Property's Next Big Thing: Wicked Problems Take Centre Stage

The annual Property Law Academics Conference returns this year with a sharp edge and a theme that speaks directly to the pressures reshaping Australian law and policy: Property's Next Big Thing – Wicked Problems and the Limits of Property Law.

Across the country, property scholars are grappling with issues that refuse to stay in their lanes. Truth telling and native title, climate driven upheaval, housing precarity, AI generated assets, and the redesign of cities are no longer niche debates – they’re national conversations with real world consequences. This year’s conference brings those threads together, asking how property law can respond when the problems are messy, structural, and urgent.

Expect sessions that cut across disciplines and sectors:

  • How truth telling processes are reshaping native title and exposing the limits of settler colonial property frameworks
  • What AI, data governance, and digital assets mean for ownership and regulation
  • How climate change, natural disasters, and environmental protection are redrawing the map of property rights
  • The future of sustainable streets, cities, and housing
  • Land administration, tenure innovation, and the systems that hold everything together
  • Property’s role in inequality, vulnerability, and social disadvantage
  • New directions in teaching the next generation of property lawyers

The conference is known for its collegiality and its willingness to test ideas in a generous, intellectually serious environment. This year’s theme raises the stakes: it invites scholars, practitioners, and researchers, to think bigger, argue harder, and imagine what property law could become in a world that keeps shifting under our feet.

Abstract submissions are now open, with program details to follow.

If you want an early, inside view of where the field is heading – this is where the conversation starts.

Registration

One-day ($110) and two-day registration ($190) options are available for this in person event. Registrations close Sunday 14 June 2026.

Share

Upcoming events

rmit-games-day-reference-1220x732.jpg

Monthly RMIT Games Day 2026

Icon / Small / CalendarCreated with Sketch. 25 Jan 2026 - 14 Dec 2026
Icon / Small / LocationCreated with Sketch. RMIT City campus

RMIT are back for RMIT Games Day 2026 tournaments!

rfi-ref-1220x732.jpg

Launch of the RMIT Regenerative Futures Institute

Icon / Small / CalendarCreated with Sketch. 14 May 2026
Icon / Small / LocationCreated with Sketch. The Capitol

RMIT University invites you to the launch of the Regenerative Futures Institute (RFI), a new interdisciplinary initiative advancing regenerative practice through education, research and collaboration.

jimmy-wales-founder-of-wikipedia-1220x732.jpg

Jimmy Wales: Founder of Wikipedia

Icon / Small / CalendarCreated with Sketch. 20 May 2026
Icon / Small / LocationCreated with Sketch. The Capitol

RMIT University in partnership with The Wheeler Centre presents Jimmy Wales, founder of Wikipedia, for a powerful conversation about the erosion of trust in governments, mainstream media and online sources.

aboriginal flag float-starttorres strait flag float-start

Acknowledgement of Country

RMIT University acknowledges the people of the Woi wurrung and Boon wurrung language groups of the eastern Kulin Nation on whose unceded lands we conduct the business of the University. RMIT University respectfully acknowledges their Ancestors and Elders, past and present. RMIT also acknowledges the Traditional Custodians and their Ancestors of the lands and waters across Australia where we conduct our business - Artwork 'Sentient' by Hollie Johnson, Gunaikurnai and Monero Ngarigo.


Task details>
Here are some records; copy every line that holds the word "Zone".
Records shown below:
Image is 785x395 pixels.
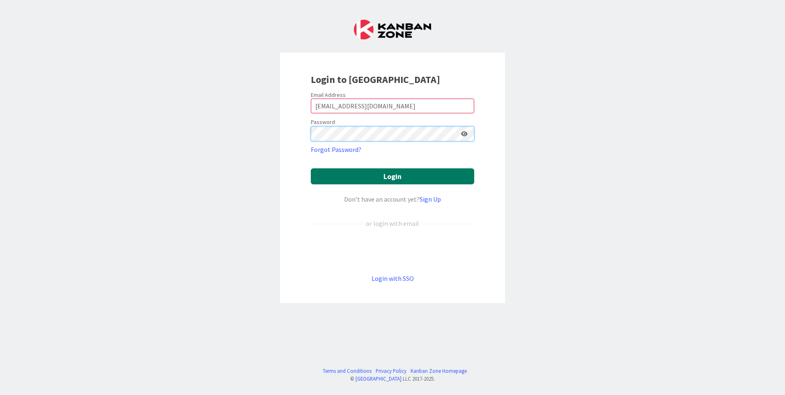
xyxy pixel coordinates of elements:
a: Kanban Zone Homepage [410,367,467,375]
a: Terms and Conditions [323,367,371,375]
div: Don’t have an account yet? [311,194,474,204]
a: Privacy Policy [376,367,406,375]
a: Sign Up [419,195,441,203]
label: Password [311,118,335,126]
button: Login [311,168,474,184]
label: Email Address [311,91,346,99]
iframe: Sign in with Google Button [307,242,478,260]
a: [GEOGRAPHIC_DATA] [355,375,401,382]
a: Forgot Password? [311,144,361,154]
a: Login with SSO [371,274,414,282]
div: © LLC 2017- 2025 . [319,375,467,383]
div: or login with email [364,218,421,228]
img: Kanban Zone [354,20,431,39]
b: Login to [GEOGRAPHIC_DATA] [311,73,440,86]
End of Records shown.
Answer to the problem>
a: Kanban Zone Homepage [410,367,467,375]
img: Kanban Zone [354,20,431,39]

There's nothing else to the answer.